Catfight

Review by Matthew Eng

Directed by

Onur Tukel

Starring

Alicia Silverstone Anne Heche Sandra Oh

Anticipation.

Two great actors and a ballsy comedic premise? We’re in.

Enjoyment.

Even when the humour doesn’t pay off, Heche and Oh are never less than captivating.

In Retrospect.

Tukel’s farce could certainly hit harder. But with performances this committed, that hardly matters.

Anne Heche and Sandra Oh get aggressive in Onur Tukel’s scathing new comedy.

It’s a sad and often-repeated truth that there just aren’t that many great film roles for actresses of a certain age. But here’s another, admittedly much stranger truth: not every week brings the opening of a raucous indie comedy in which two wonderful and woefully-underrated actresses over 40 get to pummel each other to (near-)death.

Whatever its shortcomings, writer/director Onur Tukel’s gleefully unhinged Catfight earns and maintains our respect for providing Anne Heche and Sandra Oh with the meatiest roles either has been handed in years. Oh is Veronica, a snobbish, upwardly-mobile bourgeoise who likes to steamroll her sensitive son’s artistic dreams and guzzle her Cabernet, much to the chagrin of her war profiteer husband. Heche is Ashley, a struggling, self-important painter whose graphically violent illustrations repel any potential buyers, much to the chagrin of her caterer partner (Alicia Silverstone). Ashley and Veronica were once pals in college, until the latter decided to split for suspiciously ambiguous reasons.

When their paths randomly merge at a party for the boss of Veronica’s husband, each woman, now in middle age and long-estranged, is filled with anger and ready to lash out at the other. What follows is a savage brawl that leaves Veronica in a coma. She wakes up two years later, penniless, alone and suffering from memory loss. Ashley, meanwhile, is newly-pregnant and a rising star among the New York culturati, thanks to a recent spate of provocative, anti-war paintings. She has risen dramatically in class but won’t reside there for long, at least not once Veronica gets ahold of her.

Tukel follows this crisscrossing structure throughout Catfight’s three acts, each one punctuated with a show-stopping skirmish of blood-spurting, bone-crunching proportions. Tukel is aided in these endeavours by some creatively amped-up sound design and, especially, the go-for-broke efforts of Heche and Oh, who do plenty of heavy-lifting during some of the film’s lumpier passages. Catfight’s social circles and downtown milieus, brought to life with funky understatement by production designer Estee Braverman, are certainly specific enough.

But the gags are predominantly broad and the cynically-minded commentary, which touches on everything from cultural capitalism and art world smuggery to the current political climate and the fickleness of success, doesn’t run very deep. Tukel has assembled an enviable, rotating gallery of New York’s finest character actors, including Dylan Baker as a hysterically stone-faced doctor and the lovely Myra Lucretia Taylor as Veronica’s kindly maid, but they’re hardly on screen long enough to make an impression beyond their allotted scenes.

It’s up to Heche and Oh, then, to make this story register as something more than just a series of madcap scuffles. And both actresses deliver with two perfectly prickly performances that add more comic dimension and personal variation to the story than what exists on the page. Their emotional alertness, in particular, comes in handy when Tukel decides to take this jazzy film into darker, drearier terrain. Neither Heche nor Oh is afraid to play the sadness of a scene, to shed a tear or underplay an especially mordant comeback at the risk of losing a laugh.

By taking the material so seriously, both actresses ultimately transform this jaunty, vengeful pseudo-satire into something actually sobering – a tragicomedy that, at its best, stings and then aches like a punch in the face.

Published 3 Mar 2017

Anticipation.

Two great actors and a ballsy comedic premise? We’re in.

Enjoyment.

Even when the humour doesn’t pay off, Heche and Oh are never less than captivating.

In Retrospect.

Tukel’s farce could certainly hit harder. But with performances this committed, that hardly matters.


* EXERCISE DETAILS:
Your task is to give the data again, exactly, with every line intact.

■ ■ ■ ■

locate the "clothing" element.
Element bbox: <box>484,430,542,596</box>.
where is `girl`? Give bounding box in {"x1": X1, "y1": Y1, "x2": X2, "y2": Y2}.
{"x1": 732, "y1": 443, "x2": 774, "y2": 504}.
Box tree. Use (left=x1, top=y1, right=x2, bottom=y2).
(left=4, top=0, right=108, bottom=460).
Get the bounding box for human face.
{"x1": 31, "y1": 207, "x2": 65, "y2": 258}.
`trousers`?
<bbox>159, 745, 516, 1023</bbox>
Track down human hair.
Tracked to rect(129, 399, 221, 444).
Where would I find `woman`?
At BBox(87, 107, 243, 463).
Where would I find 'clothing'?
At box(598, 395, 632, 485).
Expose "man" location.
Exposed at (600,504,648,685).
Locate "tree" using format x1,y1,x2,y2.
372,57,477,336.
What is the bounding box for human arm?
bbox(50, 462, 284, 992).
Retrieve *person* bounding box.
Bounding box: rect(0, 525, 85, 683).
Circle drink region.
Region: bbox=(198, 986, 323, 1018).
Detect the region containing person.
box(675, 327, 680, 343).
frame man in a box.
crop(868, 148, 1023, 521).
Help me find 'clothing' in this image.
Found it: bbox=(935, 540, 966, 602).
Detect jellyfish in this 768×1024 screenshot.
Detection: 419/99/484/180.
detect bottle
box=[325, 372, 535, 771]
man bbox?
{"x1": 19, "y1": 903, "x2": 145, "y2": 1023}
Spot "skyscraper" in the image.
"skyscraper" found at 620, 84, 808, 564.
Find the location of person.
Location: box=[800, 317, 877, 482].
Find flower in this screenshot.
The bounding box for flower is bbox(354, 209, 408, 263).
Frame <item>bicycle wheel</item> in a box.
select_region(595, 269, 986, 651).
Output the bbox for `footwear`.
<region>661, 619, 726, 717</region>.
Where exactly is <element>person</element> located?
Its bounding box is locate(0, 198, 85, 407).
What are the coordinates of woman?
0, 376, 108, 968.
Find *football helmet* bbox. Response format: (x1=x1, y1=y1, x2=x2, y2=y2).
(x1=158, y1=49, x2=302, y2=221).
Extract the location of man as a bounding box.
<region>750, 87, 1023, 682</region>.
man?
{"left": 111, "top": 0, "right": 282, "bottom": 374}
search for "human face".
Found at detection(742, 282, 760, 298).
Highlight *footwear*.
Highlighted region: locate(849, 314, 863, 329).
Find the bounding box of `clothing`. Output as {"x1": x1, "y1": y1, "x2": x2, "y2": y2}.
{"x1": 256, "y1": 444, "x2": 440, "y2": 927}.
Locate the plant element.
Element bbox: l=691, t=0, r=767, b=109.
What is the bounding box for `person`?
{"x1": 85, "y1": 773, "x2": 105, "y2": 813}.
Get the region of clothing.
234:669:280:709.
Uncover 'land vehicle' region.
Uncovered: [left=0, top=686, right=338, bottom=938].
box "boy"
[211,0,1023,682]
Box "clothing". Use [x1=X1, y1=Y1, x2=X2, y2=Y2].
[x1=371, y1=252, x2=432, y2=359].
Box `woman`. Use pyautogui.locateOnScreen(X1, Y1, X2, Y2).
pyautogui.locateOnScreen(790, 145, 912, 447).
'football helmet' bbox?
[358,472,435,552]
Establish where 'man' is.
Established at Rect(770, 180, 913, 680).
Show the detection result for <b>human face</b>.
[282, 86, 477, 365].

■ ■ ■ ■

* FINISHED EXERCISE:
locate the "clothing" element.
Element bbox: <box>484,430,542,596</box>.
where is `girl`? Give bounding box in {"x1": X1, "y1": Y1, "x2": X2, "y2": Y2}.
{"x1": 732, "y1": 443, "x2": 774, "y2": 504}.
Box tree. Use (left=x1, top=y1, right=x2, bottom=y2).
(left=4, top=0, right=108, bottom=460).
Get the bounding box for human face.
{"x1": 31, "y1": 207, "x2": 65, "y2": 258}.
`trousers`?
<bbox>159, 745, 516, 1023</bbox>
Track down human hair.
Tracked to rect(129, 399, 221, 444).
Where would I find `woman`?
At BBox(87, 107, 243, 463).
Where would I find 'clothing'?
At box(598, 395, 632, 485).
Expose "man" location.
Exposed at (600,504,648,685).
Locate "tree" using format x1,y1,x2,y2.
372,57,477,336.
What is the bounding box for human arm?
bbox(50, 462, 284, 992).
Retrieve *person* bounding box.
Bounding box: rect(0, 525, 85, 683).
Circle drink region.
Region: bbox=(198, 986, 323, 1018).
Detect the region containing person.
box(675, 327, 680, 343).
frame man in a box.
crop(868, 148, 1023, 521).
Help me find 'clothing' in this image.
Found it: bbox=(935, 540, 966, 602).
Detect jellyfish in this 768×1024 screenshot.
Detection: 419/99/484/180.
detect bottle
box=[325, 372, 535, 771]
man bbox?
{"x1": 19, "y1": 903, "x2": 145, "y2": 1023}
Spot "skyscraper" in the image.
"skyscraper" found at 620, 84, 808, 564.
Find the location of person.
Location: box=[800, 317, 877, 482].
Find flower in this screenshot.
The bounding box for flower is bbox(354, 209, 408, 263).
Frame <item>bicycle wheel</item> in a box.
select_region(595, 269, 986, 651).
Output the bbox for `footwear`.
<region>661, 619, 726, 717</region>.
Where exactly is <element>person</element> located?
Its bounding box is locate(0, 198, 85, 407).
What are the coordinates of woman?
0, 376, 108, 968.
Find *football helmet* bbox. Response format: (x1=x1, y1=y1, x2=x2, y2=y2).
(x1=158, y1=49, x2=302, y2=221).
Extract the location of man as a bounding box.
<region>750, 87, 1023, 682</region>.
man?
{"left": 111, "top": 0, "right": 282, "bottom": 374}
search for "human face".
Found at detection(742, 282, 760, 298).
Highlight *footwear*.
Highlighted region: locate(849, 314, 863, 329).
Find the bounding box of `clothing`. Output as {"x1": x1, "y1": y1, "x2": x2, "y2": y2}.
{"x1": 256, "y1": 444, "x2": 440, "y2": 927}.
Locate the plant element.
Element bbox: l=691, t=0, r=767, b=109.
What is the bounding box for `person`?
{"x1": 85, "y1": 773, "x2": 105, "y2": 813}.
Get the region of clothing.
234:669:280:709.
Uncover 'land vehicle' region.
Uncovered: [left=0, top=686, right=338, bottom=938].
box "boy"
[211,0,1023,682]
Box "clothing". Use [x1=X1, y1=Y1, x2=X2, y2=Y2].
[x1=371, y1=252, x2=432, y2=359].
Box `woman`. Use pyautogui.locateOnScreen(X1, Y1, X2, Y2).
pyautogui.locateOnScreen(790, 145, 912, 447).
'football helmet' bbox?
[358,472,435,552]
Establish where 'man' is.
Established at Rect(770, 180, 913, 680).
Show the detection result for <b>human face</b>.
[282, 86, 477, 365].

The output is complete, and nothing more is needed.